First order of business: addressing the racial achievement gap
By Charles Hallman
Staff Writer
Betsy Hodges remarked last week that she doesn’t recall ever before meeting in the small den-like room on the third floor of City Hall. However, the room and the area it’s located in will become hers in a couple of weeks. The soon-to-be-former city council member will be sworn in on January 2, 2014 as the city’s second-ever female mayor.
“I’m just grateful for the opportunity to talk to you and the community through your newspaper,” said Hodges during a December 10 interview with the MSR. “I campaigned consistently on two main things. One of them is building this city, and the second is closing the gaps that divide us racially and economically.”
Hodges said her “two main pieces of business” include the seemingly widening achievement gap between Blacks and other students in the city’s public schools. She said she is “going to be starting that work very early in the agenda.”

Photo by Charles Hallman
She announced her intention to create a “cradle-to-K cabinet” and “cradle-to-K initiative” focusing on pre-natal and early childhood education among children ages one to three. “That is the first opportunity gap the child faces,” she explained. “As mayor, one of the roles I will get to play is providing leadership on moving our educational system foraward for all kids.”
Hodges said she plans to meet soon with Minneapolis Public Schools Superintendent Bernadeia Johnson. “She and I talked a couple of times over the course of the last year, and I want to make sure that she and I get an opportunity to talk [again] relatively quickly.”
The Minneapolis mayor-elect last week spoke on several other topics as well.
On improving police-community relations: “I have already found the funding for a body camera [pilot] program in the City of Minneapolis,” stated Hodges. “Body cameras on police officers have been very successful elsewhere at decreasing the number of [police misconduct] claims overall and getting better outcomes on the claims that are made, because you have a record of what happened in the incident. That would make a great difference.
“I am working with the chief and I will work with the new council to do that pilot program over the course of 2014 and 2015,” promised the mayor-elect.
On North Minneapolis: “As goes North Minneapolis, so goes the city. We need to make sure that if one part of our community is struggling, then we need to put our time, care and attention there.”
On proposed transit projects on the North Side: Transportation “is one way we are going to grow the city,” and as mayor she will advocate for it, said Hodges. “I’m a big advocate for transit, both light rail and modern streetcar.”
On the new Minnesota Vikings stadium workforce diversity: “Even though I didn’t support the stadium, I was one of the council members that made sure that we had those goals as part of the stadium. I [also] made sure that there was language on the ongoing jobs and not just construction jobs. As mayor, that is something I will be able to keep an eye on, both myself and the Sports Authority, and also the [Minneapolis] Civil Rights Department.”
Will her administration reflect the city’s growing diverse population? “My goal is to reflect the communities with my staff,” she said. “I want to make sure that we have good people, but I also want to make sure that we have folk who can be out in the community and work with and be for the community. We know what’s happening demographically and the shifts that are happening, and we have to make sure that the leadership…reflects the city as a whole.
“During this transition time, right now I’m still a council member,” said Hodges. “I’m putting the office together — both staff-wise and physically — and getting ready to govern as mayor. I think the transition has been going very well. Mayor Rybak has been extremely generous and helpful, making things go easily as well. I have a great transition team and a transition advisory committee who are doing great work.
“Being mayor is a different job than being council member,” she admitted. “They are different jobs, and I am aware of that. But the experience of council member I can bring with me, in terms of knowledge of the city and how the city works, and knowledge on how the city council works. I think that will be especially helpful at a time when we have so many new council members coming on board.
“It comes in bits and pieces,” the realization that in a couple of weeks she will be the city’s next mayor, said Hodges. “Some of it was realizing that the campaign is over and I am not campaigning every day. Then some of it happens when I am in meetings with people, or when I am talking about the future of the city and I start feeling the weight of the role.
“But mostly it is very exciting. It is really exciting to think about doing the things that I spent a year talking about with the community. I’m very, very excited to get to work and make those things happen…
“I look forward to working with you to make Minneapolis the best it can be. We just spent a year in conversation with one another about what that could and should look like. I look forward to working with you to make that real. There are exciting times ahead and a huge number of opportunities, and I want to make sure everybody in the city of Minneapolis can benefit from those opportunities.
“I want to make sure that I get it right more than I want to get it done in a hurry.”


**PROMPT:** Reproduce the records below in their entirety, exactly as shown.

**SOURCE DATA:**
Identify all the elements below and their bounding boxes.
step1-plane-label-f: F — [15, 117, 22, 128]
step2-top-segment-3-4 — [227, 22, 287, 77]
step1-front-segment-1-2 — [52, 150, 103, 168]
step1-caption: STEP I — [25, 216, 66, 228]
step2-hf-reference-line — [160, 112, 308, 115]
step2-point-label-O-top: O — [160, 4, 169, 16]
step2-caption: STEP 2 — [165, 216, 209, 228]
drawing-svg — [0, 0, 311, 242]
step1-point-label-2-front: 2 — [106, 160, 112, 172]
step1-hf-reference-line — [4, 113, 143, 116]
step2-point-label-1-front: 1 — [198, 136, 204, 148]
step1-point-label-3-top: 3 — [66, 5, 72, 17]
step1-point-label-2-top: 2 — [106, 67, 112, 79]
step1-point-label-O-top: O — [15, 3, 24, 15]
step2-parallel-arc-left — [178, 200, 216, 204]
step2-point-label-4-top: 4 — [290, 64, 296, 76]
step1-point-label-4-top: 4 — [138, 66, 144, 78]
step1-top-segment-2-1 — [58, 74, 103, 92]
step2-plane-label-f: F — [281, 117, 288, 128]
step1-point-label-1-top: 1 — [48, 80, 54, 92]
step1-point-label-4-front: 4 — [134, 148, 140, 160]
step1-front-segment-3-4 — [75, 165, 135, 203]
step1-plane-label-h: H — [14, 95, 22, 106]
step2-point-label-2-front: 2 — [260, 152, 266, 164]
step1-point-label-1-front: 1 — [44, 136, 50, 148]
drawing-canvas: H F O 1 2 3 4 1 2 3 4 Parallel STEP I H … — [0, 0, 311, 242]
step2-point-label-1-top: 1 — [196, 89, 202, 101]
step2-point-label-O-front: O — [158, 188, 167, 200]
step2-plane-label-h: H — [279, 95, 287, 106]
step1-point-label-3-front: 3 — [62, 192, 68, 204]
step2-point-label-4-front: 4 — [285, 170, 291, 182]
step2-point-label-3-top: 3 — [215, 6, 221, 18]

**SOLUTION TO THIS TASK:**
Identify all the elements below and their bounding boxes.
step1-plane-label-f: F — [15, 117, 22, 128]
step2-top-segment-3-4 — [227, 22, 287, 77]
step1-front-segment-1-2 — [52, 150, 103, 168]
step1-caption: STEP I — [25, 216, 66, 228]
step2-hf-reference-line — [160, 112, 308, 115]
step2-point-label-O-top: O — [160, 4, 169, 16]
step2-caption: STEP 2 — [165, 216, 209, 228]
drawing-svg — [0, 0, 311, 242]
step1-point-label-2-front: 2 — [106, 160, 112, 172]
step1-hf-reference-line — [4, 113, 143, 116]
step2-point-label-1-front: 1 — [198, 136, 204, 148]
step1-point-label-3-top: 3 — [66, 5, 72, 17]
step1-point-label-2-top: 2 — [106, 67, 112, 79]
step1-point-label-O-top: O — [15, 3, 24, 15]
step2-parallel-arc-left — [178, 200, 216, 204]
step2-point-label-4-top: 4 — [290, 64, 296, 76]
step1-point-label-4-top: 4 — [138, 66, 144, 78]
step1-top-segment-2-1 — [58, 74, 103, 92]
step2-plane-label-f: F — [281, 117, 288, 128]
step1-point-label-1-top: 1 — [48, 80, 54, 92]
step1-point-label-4-front: 4 — [134, 148, 140, 160]
step1-front-segment-3-4 — [75, 165, 135, 203]
step1-plane-label-h: H — [14, 95, 22, 106]
step2-point-label-2-front: 2 — [260, 152, 266, 164]
step1-point-label-1-front: 1 — [44, 136, 50, 148]
drawing-canvas: H F O 1 2 3 4 1 2 3 4 Parallel STEP I H … — [0, 0, 311, 242]
step2-point-label-1-top: 1 — [196, 89, 202, 101]
step2-point-label-O-front: O — [158, 188, 167, 200]
step2-plane-label-h: H — [279, 95, 287, 106]
step1-point-label-3-front: 3 — [62, 192, 68, 204]
step2-point-label-4-front: 4 — [285, 170, 291, 182]
step2-point-label-3-top: 3 — [215, 6, 221, 18]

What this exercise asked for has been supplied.